The News Herald (Willoughby, OH)

Trump to challenge Biden’s gains

Legal battle likely as Biden secures Michigan

- By Jonathan Lemire, Zeke Miller, Jill Colvin and Alexandra Jaffe

WASHINGTON» Joe Biden won the battlegrou­nd prizes of Michigan and Wisconsin on Wednesday, reclaiming a key part of the “blue wall” that slipped away from Democrats four years ago and dramatical­ly narrowing President Donald Trump’s pathway to reelection.

A full day after Election Day, neither candidate had cleared the 270 Electoral College votes needed to win the White House.

But Biden’s victories in the Great Lakes states left him at 264, meaning he was one battlegrou­nd state away from crossing the threshold and becoming president-elect.

Biden, who has received more than 71 million votes, the most in

history, was joined by his running mate Kamala Harris at an afternoon news conference and said he now expected to win the presidency, though he stopped short of outright declaring victory.

“I will govern as an A mer ic a n pre sident ,” Biden said. “There will be no red states and blue states when we win. Just the United States of America.”

It was a stark contrast to Trump, who on Wednesday falsely proclaimed that he had won the election, even though

millions of votes remained uncounted and the race was far from over.

The Associated Press called Wisconsin for Biden after election officials in the state said all outstandin­g ballots had been counted, save for a few hundred in one township and an expected small number of provisiona­l votes.

T r u mp’s c a mpa i g n requested a rec ou nt , thought statew ide recounts in Wisconsin have historical­ly changed the vote tally by only a few hundred votes. Biden led by 0.624 percentage point out of nearly 3.3 million ballots counted.

For four years, Democrats had been haunted by the crumbling of the

blue wall, the trio of Great Lakes states — Pennsylvan­ia is the third — that their candidates had been able to count on every four years.

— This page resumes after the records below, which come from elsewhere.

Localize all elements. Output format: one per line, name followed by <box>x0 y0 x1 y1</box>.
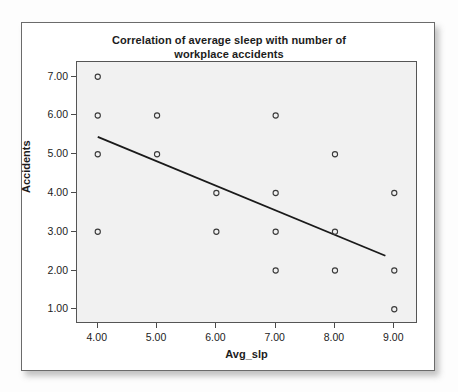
data-point <box>214 229 219 234</box>
x-tick-label: 5.00 <box>146 331 166 343</box>
x-tick-label: 4.00 <box>87 331 107 343</box>
y-tick-label: 6.00 <box>26 108 68 120</box>
regression-line <box>98 137 386 256</box>
x-tick-label: 7.00 <box>264 331 284 343</box>
data-point <box>95 74 100 79</box>
chart-title-line-1: Correlation of average sleep with number… <box>22 33 436 47</box>
data-point <box>154 113 159 118</box>
y-tick-label: 3.00 <box>26 225 68 237</box>
y-tick-label: 4.00 <box>26 186 68 198</box>
plot-area <box>76 61 417 323</box>
y-tick-label: 7.00 <box>26 70 68 82</box>
x-tick-label: 9.00 <box>383 331 403 343</box>
data-point <box>392 190 397 195</box>
data-point <box>214 190 219 195</box>
x-axis-title: Avg_slp <box>76 348 417 360</box>
data-point <box>273 113 278 118</box>
data-point <box>273 268 278 273</box>
x-tick-label: 8.00 <box>324 331 344 343</box>
data-point <box>332 229 337 234</box>
y-tick-label: 2.00 <box>26 264 68 276</box>
chart-screenshot: Correlation of average sleep with number… <box>0 0 458 392</box>
data-point <box>332 268 337 273</box>
data-point <box>273 190 278 195</box>
x-tick-label: 6.00 <box>205 331 225 343</box>
data-point <box>273 229 278 234</box>
data-point <box>95 152 100 157</box>
data-point <box>154 152 159 157</box>
data-point <box>95 229 100 234</box>
plot-canvas <box>77 62 418 324</box>
data-point <box>392 268 397 273</box>
y-tick-label: 1.00 <box>26 302 68 314</box>
figure-card: Correlation of average sleep with number… <box>21 22 435 371</box>
data-point <box>95 113 100 118</box>
data-point <box>392 307 397 312</box>
data-point <box>332 152 337 157</box>
chart-title: Correlation of average sleep with number… <box>22 33 436 61</box>
y-tick-label: 5.00 <box>26 147 68 159</box>
chart-title-line-2: workplace accidents <box>22 47 436 61</box>
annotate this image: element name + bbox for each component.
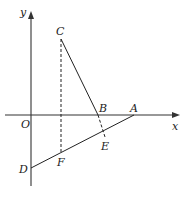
point-label-D: D (18, 163, 28, 176)
segment-DA (31, 115, 134, 168)
segment-BE (98, 115, 105, 137)
point-label-B: B (98, 102, 107, 115)
point-label-E: E (100, 140, 109, 153)
y-axis-label: y (19, 6, 27, 19)
point-label-O: O (21, 118, 30, 131)
point-label-C: C (56, 25, 65, 38)
segment-CB (61, 39, 98, 115)
point-label-A: A (129, 102, 138, 115)
geometry-diagram: y x O C B A E F D (0, 0, 186, 197)
point-label-F: F (56, 156, 65, 169)
x-axis-arrow-icon (172, 112, 180, 118)
y-axis-arrow-icon (28, 11, 34, 19)
x-axis-label: x (172, 120, 179, 133)
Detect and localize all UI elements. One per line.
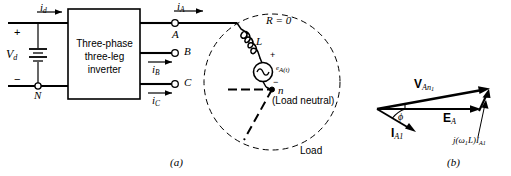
phasor-ea-subscript: A	[451, 117, 456, 126]
phase-b-current-arrow-head	[165, 59, 172, 64]
load-boundary-circle	[204, 14, 340, 150]
source-plus-sign: +	[270, 51, 275, 60]
inductor-label: L	[256, 36, 262, 47]
terminal-b-marker	[172, 50, 179, 57]
phasor-ea-symbol: E	[443, 111, 451, 125]
inverter-label-line1: Three-phase	[76, 38, 133, 51]
phasor-ia1-subscript: A1	[394, 132, 403, 141]
terminal-b-label: B	[184, 46, 191, 57]
phase-c-current-arrow-head	[165, 90, 172, 95]
ac-source-label: eA(t)	[276, 62, 290, 74]
dc-current-label: id	[40, 2, 47, 15]
phase-a-current-subscript: A	[180, 5, 185, 14]
terminal-c-label: C	[184, 77, 191, 88]
load-boundary-label: Load	[300, 146, 322, 156]
phase-a-current-label: iA	[177, 1, 185, 14]
inverter-label-line3: inverter	[76, 64, 133, 77]
phase-angle-label: ϕ	[398, 112, 403, 122]
phasor-ea-label: EA	[443, 112, 456, 126]
load-resistance-label: R = 0	[266, 15, 291, 26]
phasor-van1-shaft	[377, 90, 482, 109]
ac-source-subscript: A(t)	[279, 66, 290, 73]
dc-negative-sign: −	[14, 74, 20, 85]
terminal-a-label: A	[172, 29, 179, 40]
dc-current-arrow-head	[55, 9, 62, 14]
load-neutral-note: (Load neutral)	[272, 96, 334, 106]
reactance-drop-mid: L)I	[468, 135, 479, 145]
load-phase-c-branch-dashed	[244, 90, 272, 141]
phasor-van1-label: VAn1	[414, 78, 434, 93]
dc-current-subscript: d	[43, 6, 47, 15]
phasor-van1-subscript2: 1	[431, 85, 434, 92]
figure-three-phase-inverter-with-phasor-diagram: + − Vd N id Three-phase three-leg invert…	[0, 0, 511, 176]
phase-b-current-subscript: B	[155, 68, 160, 77]
inverter-block-label: Three-phase three-leg inverter	[76, 38, 133, 76]
phasor-ia1-arrowhead	[405, 123, 416, 132]
dc-voltage-label: Vd	[6, 48, 17, 62]
phase-c-current-subscript: C	[155, 99, 160, 108]
subfigure-a-caption: (a)	[170, 157, 183, 168]
terminal-c-marker	[172, 81, 179, 88]
terminal-a-marker	[172, 20, 179, 27]
phase-a-current-arrow-head	[196, 8, 203, 13]
dc-neutral-node-label: N	[34, 90, 41, 101]
dc-voltage-subscript: d	[13, 53, 17, 62]
phase-c-current-label: iC	[152, 95, 160, 108]
phasor-van1-symbol: V	[414, 77, 422, 91]
reactance-drop-prefix: j(ω	[453, 135, 465, 145]
inverter-label-line2: three-leg	[76, 51, 133, 64]
reactance-drop-current-subscript: A1	[479, 140, 486, 146]
phasor-reactance-drop-label: j(ω1L)IA1	[453, 136, 486, 146]
phasor-ia1-label: IA1	[391, 127, 403, 141]
dc-positive-sign: +	[14, 27, 20, 38]
figure-vector-graphics	[0, 0, 511, 176]
source-to-neutral-lead	[263, 82, 266, 88]
phase-b-current-label: iB	[152, 64, 160, 77]
phasor-van1-subscript: An	[422, 83, 431, 92]
subfigure-b-caption: (b)	[447, 157, 460, 168]
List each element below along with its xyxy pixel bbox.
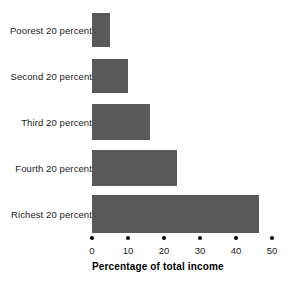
bar-third [92,104,150,140]
x-tick-30: 30 [185,236,215,256]
x-tick-label: 20 [149,245,179,256]
bar-row: Third 20 percent [0,100,291,144]
x-tick-label: 0 [77,245,107,256]
tick-dot-icon [234,236,238,240]
x-tick-label: 30 [185,245,215,256]
category-label-poorest: Poorest 20 percent [10,25,92,36]
x-tick-label: 40 [221,245,251,256]
category-label-fourth: Fourth 20 percent [15,163,92,174]
x-tick-0: 0 [77,236,107,256]
bar-row: Richest 20 percent [0,192,291,236]
x-tick-label: 50 [257,245,287,256]
tick-dot-icon [162,236,166,240]
bar-fourth [92,150,177,186]
x-tick-50: 50 [257,236,287,256]
x-tick-40: 40 [221,236,251,256]
x-tick-20: 20 [149,236,179,256]
bar-row: Fourth 20 percent [0,146,291,190]
bar-row: Poorest 20 percent [0,8,291,52]
tick-dot-icon [126,236,130,240]
x-axis-title: Percentage of total income [92,261,224,272]
tick-dot-icon [198,236,202,240]
category-label-third: Third 20 percent [21,117,92,128]
x-tick-10: 10 [113,236,143,256]
bar-chart: Poorest 20 percent Second 20 percent Thi… [0,0,291,287]
x-tick-label: 10 [113,245,143,256]
category-label-second: Second 20 percent [11,71,92,82]
bar-richest [92,195,259,233]
tick-dot-icon [90,236,94,240]
category-label-richest: Richest 20 percent [11,209,92,220]
bar-row: Second 20 percent [0,54,291,98]
x-axis: 0 10 20 30 40 50 [0,236,291,262]
tick-dot-icon [270,236,274,240]
bar-poorest [92,13,110,47]
bar-second [92,59,128,93]
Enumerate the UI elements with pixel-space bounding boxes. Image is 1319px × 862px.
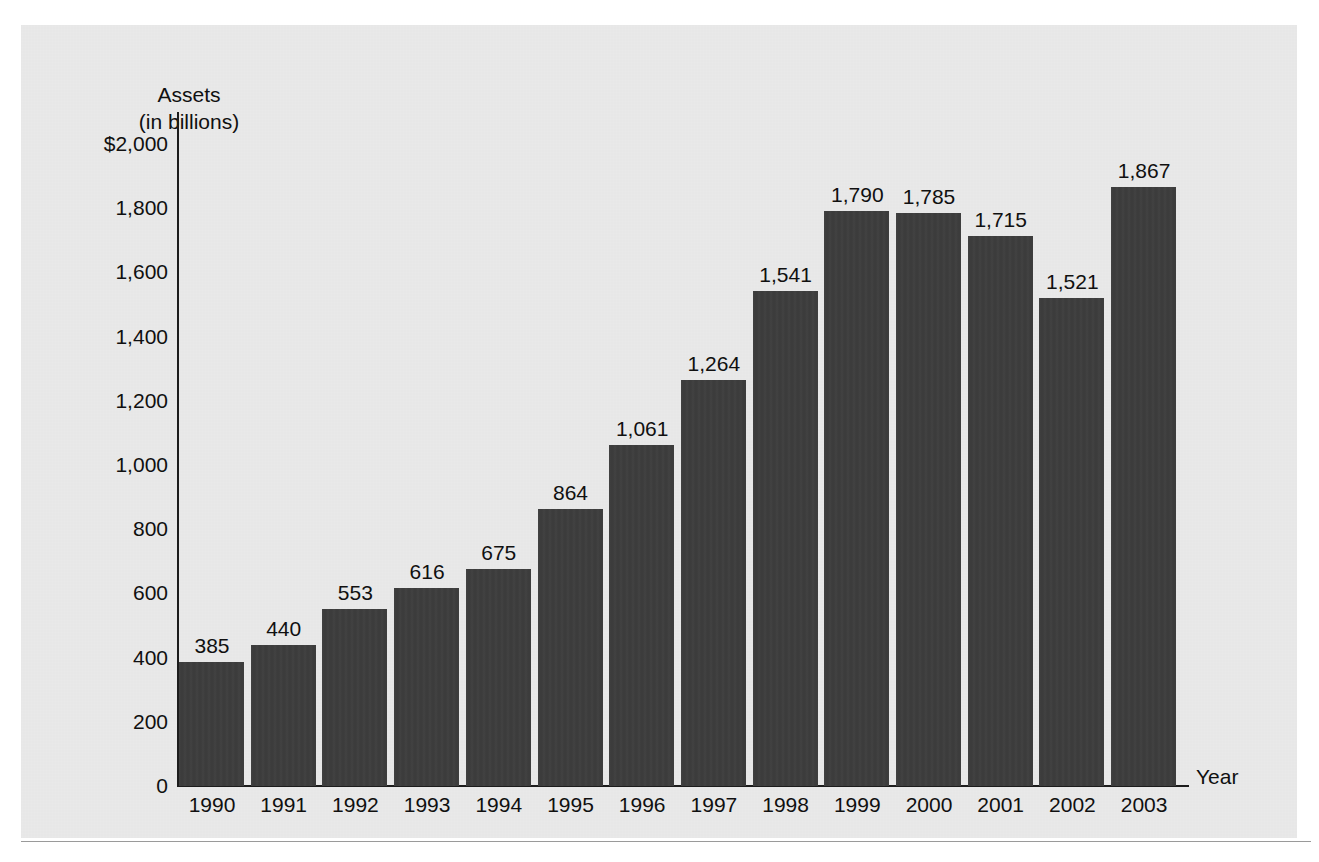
bar[interactable] [538,509,603,786]
x-axis-tick-label: 1992 [319,792,391,818]
y-axis-tick-label: 1,800 [8,197,168,218]
bar-group: 1,867 [1111,100,1182,786]
x-axis-tick-label: 2000 [893,792,965,818]
x-axis-tick-label: 1995 [535,792,607,818]
bar-group: 864 [538,100,609,786]
bar-value-label: 616 [391,561,463,582]
bar[interactable] [968,236,1033,787]
bar-value-label: 675 [463,542,535,563]
y-axis-tick-label: 1,000 [8,454,168,475]
x-axis-tick-labels: 1990199119921993199419951996199719981999… [179,792,1189,826]
x-axis-tick-label: 2003 [1108,792,1180,818]
bar-value-label: 1,264 [678,353,750,374]
bar[interactable] [322,609,387,787]
bar-group: 1,785 [896,100,967,786]
y-axis-tick-label: 200 [8,711,168,732]
bar-group: 553 [322,100,393,786]
bar-group: 1,521 [1039,100,1110,786]
y-axis-tick-label: 1,200 [8,390,168,411]
x-axis-tick-label: 2002 [1036,792,1108,818]
bar[interactable] [466,569,531,786]
bar-group: 616 [394,100,465,786]
bar-group: 1,715 [968,100,1039,786]
bar-group: 1,061 [609,100,680,786]
x-axis-tick-label: 1998 [750,792,822,818]
y-axis-tick-label: 1,400 [8,326,168,347]
bar-group: 440 [251,100,322,786]
bar-value-label: 1,715 [965,209,1037,230]
bar-value-label: 1,785 [893,186,965,207]
x-axis-tick-label: 1993 [391,792,463,818]
bar[interactable] [394,588,459,786]
y-axis-tick-label: 400 [8,647,168,668]
bar[interactable] [824,211,889,786]
bar-value-label: 1,867 [1108,160,1180,181]
y-axis-tick-label: 800 [8,518,168,539]
bar[interactable] [251,645,316,786]
x-axis-tick-label: 2001 [965,792,1037,818]
y-axis-tick-labels: $2,0001,8001,6001,4001,2001,000800600400… [0,0,168,813]
bar[interactable] [609,445,674,786]
x-axis-tick-label: 1991 [248,792,320,818]
x-axis-tick-label: 1990 [176,792,248,818]
y-axis-tick-label: 0 [8,775,168,796]
bar-value-label: 440 [248,618,320,639]
y-axis-tick-label: 600 [8,582,168,603]
bar-value-label: 1,541 [750,264,822,285]
bar[interactable] [753,291,818,786]
figure-bottom-rule [21,841,1311,842]
y-axis-tick-label: 1,600 [8,261,168,282]
chart-figure: Assets (in billions) Year $2,0001,8001,6… [0,0,1319,862]
bar-group: 1,264 [681,100,752,786]
bar[interactable] [1039,298,1104,786]
x-axis-title: Year [1196,765,1238,789]
bar-group: 675 [466,100,537,786]
bar[interactable] [179,662,244,786]
bar-value-label: 1,521 [1036,271,1108,292]
bar-value-label: 553 [319,582,391,603]
x-axis-tick-label: 1996 [606,792,678,818]
bar[interactable] [1111,187,1176,786]
x-axis-tick-label: 1997 [678,792,750,818]
bar-group: 385 [179,100,250,786]
y-axis-tick-label: $2,000 [8,133,168,154]
x-axis-tick-label: 1994 [463,792,535,818]
bar[interactable] [681,380,746,786]
bar-group: 1,790 [824,100,895,786]
bar-value-label: 864 [535,482,607,503]
bar-value-label: 1,790 [821,184,893,205]
bar-group: 1,541 [753,100,824,786]
plot-area: 3854405536166758641,0611,2641,5411,7901,… [179,100,1189,786]
bar-value-label: 1,061 [606,418,678,439]
bar[interactable] [896,213,961,786]
bar-value-label: 385 [176,635,248,656]
x-axis-tick-label: 1999 [821,792,893,818]
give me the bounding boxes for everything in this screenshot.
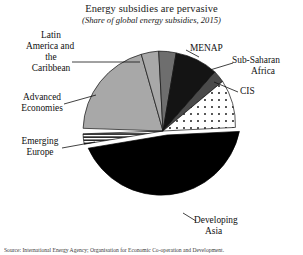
- pie-chart-figure: Energy subsidies are pervasive (Share of…: [0, 0, 303, 255]
- label-sub-saharan-africa-line1: Sub-Saharan: [232, 55, 280, 66]
- label-developing-asia-line1: Developing: [194, 215, 238, 226]
- label-emerging-europe-line1: Emerging: [0, 136, 80, 147]
- label-latin-america-line1: Latin: [8, 30, 94, 41]
- source-note: Source: International Energy Agency; Org…: [4, 247, 302, 254]
- label-sub-saharan-africa-line2: Africa: [232, 66, 294, 77]
- slice-developing-asia: [88, 131, 239, 195]
- label-developing-asia-line2: Asia: [205, 226, 222, 237]
- label-latin-america-line2: America and: [0, 41, 100, 52]
- label-latin-america-line4: Caribbean: [8, 63, 94, 74]
- label-advanced-economies-line1: Advanced: [2, 92, 82, 103]
- label-advanced-economies-line2: Economies: [0, 103, 84, 114]
- label-menap: MENAP: [190, 43, 223, 54]
- label-emerging-europe-line2: Europe: [0, 147, 80, 158]
- label-cis: CIS: [240, 86, 255, 97]
- label-latin-america-line3: the: [8, 52, 94, 63]
- leader-line-sub-saharan-africa: [210, 63, 233, 70]
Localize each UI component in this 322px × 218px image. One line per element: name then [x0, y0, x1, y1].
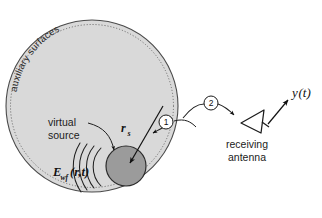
marker-one-label: 1: [164, 117, 169, 127]
figure-root: auxiliary surfaces 1: [0, 0, 322, 218]
marker-one: 1: [159, 115, 173, 129]
receiving-antenna-label-line2: antenna: [228, 151, 266, 163]
output-signal-symbol: y: [290, 85, 298, 100]
marker-one-tail: [174, 120, 196, 127]
diagram-canvas: auxiliary surfaces 1: [0, 0, 322, 218]
output-signal-arrow: [268, 100, 288, 124]
output-signal-args: (t): [299, 85, 311, 100]
antenna-horn: [241, 110, 264, 133]
antenna-stub: [262, 122, 269, 127]
position-vector-symbol: r: [121, 121, 126, 135]
receiving-antenna-label-line1: receiving: [226, 138, 268, 150]
virtual-source-label-line2: source: [48, 129, 80, 141]
virtual-source-label-line1: virtual: [48, 116, 76, 128]
marker-two-arrow: [218, 104, 234, 115]
marker-two-label: 2: [209, 98, 214, 108]
output-signal-label: y (t): [290, 85, 311, 100]
marker-two: 2: [204, 96, 218, 110]
position-vector-subscript: s: [127, 129, 131, 138]
marker-two-tail: [183, 104, 204, 118]
receiving-antenna: [241, 110, 269, 133]
wavefield-label-args: (r,t): [70, 165, 89, 179]
virtual-source-sphere: [106, 146, 146, 186]
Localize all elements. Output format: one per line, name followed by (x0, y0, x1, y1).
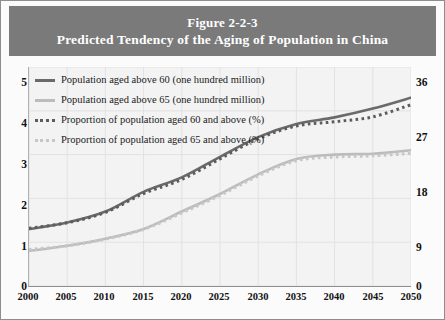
y-left-tick-3: 3 (11, 158, 27, 170)
x-tick-2020: 2020 (161, 291, 201, 302)
legend-item-prop65: Proportion of population aged 65 and abo… (35, 133, 264, 147)
x-tick-2025: 2025 (199, 291, 239, 302)
x-tick-2030: 2030 (238, 291, 278, 302)
x-tick-2015: 2015 (123, 291, 163, 302)
x-tick-2035: 2035 (276, 291, 316, 302)
y-left-tick-4: 4 (11, 117, 27, 129)
legend-label-prop60: Proportion of population aged 60 and abo… (61, 114, 264, 126)
legend-label-prop65: Proportion of population aged 65 and abo… (61, 134, 264, 146)
legend-label-pop65: Population aged above 65 (one hundred mi… (61, 94, 265, 106)
plot-area: Population aged above 60 (one hundred mi… (28, 67, 411, 287)
legend-swatch-solid-dark-icon (35, 79, 55, 82)
x-tick-2040: 2040 (314, 291, 354, 302)
y-left-tick-1: 1 (11, 240, 27, 252)
x-tick-2000: 2000 (8, 291, 48, 302)
legend-label-pop60: Population aged above 60 (one hundred mi… (61, 74, 265, 86)
y-right-tick-18: 18 (416, 186, 436, 198)
legend-item-pop60: Population aged above 60 (one hundred mi… (35, 73, 265, 87)
x-tick-2050: 2050 (391, 291, 431, 302)
legend-swatch-dotted-dark-icon (35, 119, 55, 122)
figure-number: Figure 2-2-3 (187, 14, 257, 31)
legend-item-prop60: Proportion of population aged 60 and abo… (35, 113, 264, 127)
legend-item-pop65: Population aged above 65 (one hundred mi… (35, 93, 265, 107)
y-right-tick-9: 9 (416, 241, 436, 253)
y-right-tick-36: 36 (416, 76, 436, 88)
y-left-tick-5: 5 (11, 76, 27, 88)
x-tick-2010: 2010 (84, 291, 124, 302)
chart-legend: Population aged above 60 (one hundred mi… (29, 67, 411, 286)
figure-container: Figure 2-2-3 Predicted Tendency of the A… (0, 0, 445, 320)
y-left-tick-2: 2 (11, 199, 27, 211)
legend-swatch-solid-light-icon (35, 99, 55, 102)
x-tick-2005: 2005 (46, 291, 86, 302)
legend-swatch-dotted-light-icon (35, 139, 55, 142)
page-title: Predicted Tendency of the Aging of Popul… (57, 31, 389, 49)
x-tick-2045: 2045 (353, 291, 393, 302)
figure-title-banner: Figure 2-2-3 Predicted Tendency of the A… (9, 6, 436, 56)
y-right-tick-27: 27 (416, 131, 436, 143)
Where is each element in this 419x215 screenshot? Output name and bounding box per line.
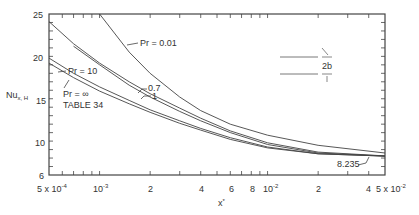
label-pr-001: Pr = 0.01: [140, 38, 177, 48]
pointer-pr-001: [127, 43, 138, 45]
x-tick-5e-4: 5 x 10-4: [37, 183, 68, 194]
x-tick-4e-3: 4: [199, 184, 204, 194]
x-tick-8e-3: 8: [250, 184, 255, 194]
x-axis-label: x*: [218, 198, 226, 208]
plot-frame: [49, 14, 385, 175]
y-axis-label: Nux, H: [6, 90, 28, 101]
curve-0: [100, 14, 385, 153]
axis-ticks: [49, 14, 385, 175]
x-tick-2e-2: 2: [316, 184, 321, 194]
y-tick-6: 6: [39, 171, 44, 181]
curves: [49, 14, 385, 156]
x-tick-1e-2: 10-2: [263, 183, 279, 194]
pointer-asymptote: [358, 157, 369, 165]
y-tick-15: 15: [36, 96, 46, 106]
x-tick-6e-3: 6: [229, 184, 234, 194]
y-tick-10: 10: [35, 138, 45, 148]
label-pr-10: Pr = 10: [68, 66, 97, 76]
chart: 25 20 15 10 6 Nux, H 5 x 10-4 10-3 2 4 6…: [0, 0, 419, 215]
label-table34: TABLE 34: [63, 100, 103, 110]
pointer-pr-10: [58, 71, 66, 72]
x-tick-5e-2: 5 x 10-2: [376, 183, 407, 194]
x-tick-4e-2: 4: [366, 184, 371, 194]
channel-diagram: 2b: [280, 48, 332, 82]
x-tick-2e-3: 2: [148, 184, 153, 194]
label-2b: 2b: [322, 61, 332, 71]
y-tick-25: 25: [33, 10, 43, 20]
label-asymptote: 8.235: [337, 159, 360, 169]
label-pr-inf: Pr = ∞: [63, 89, 89, 99]
y-tick-20: 20: [33, 53, 43, 63]
x-tick-1e-3: 10-3: [93, 183, 109, 194]
label-pr-1: 1: [152, 91, 157, 101]
pointer-pr-inf: [64, 80, 69, 88]
curve-1: [49, 22, 385, 156]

But Trump’s populist appeal struck a chord with white working class voters and he captured all three in 2016 by a total of just 77,000 votes.

Both candidates this year fiercely fought for the states, with Biden’s everyman political persona resonating in blue collar towns while his campaign also pushed to increase turnout among Black voters in cities like Detroit and Milwaukee.

Pennsylvan­ia remained too early to call Wednesday night.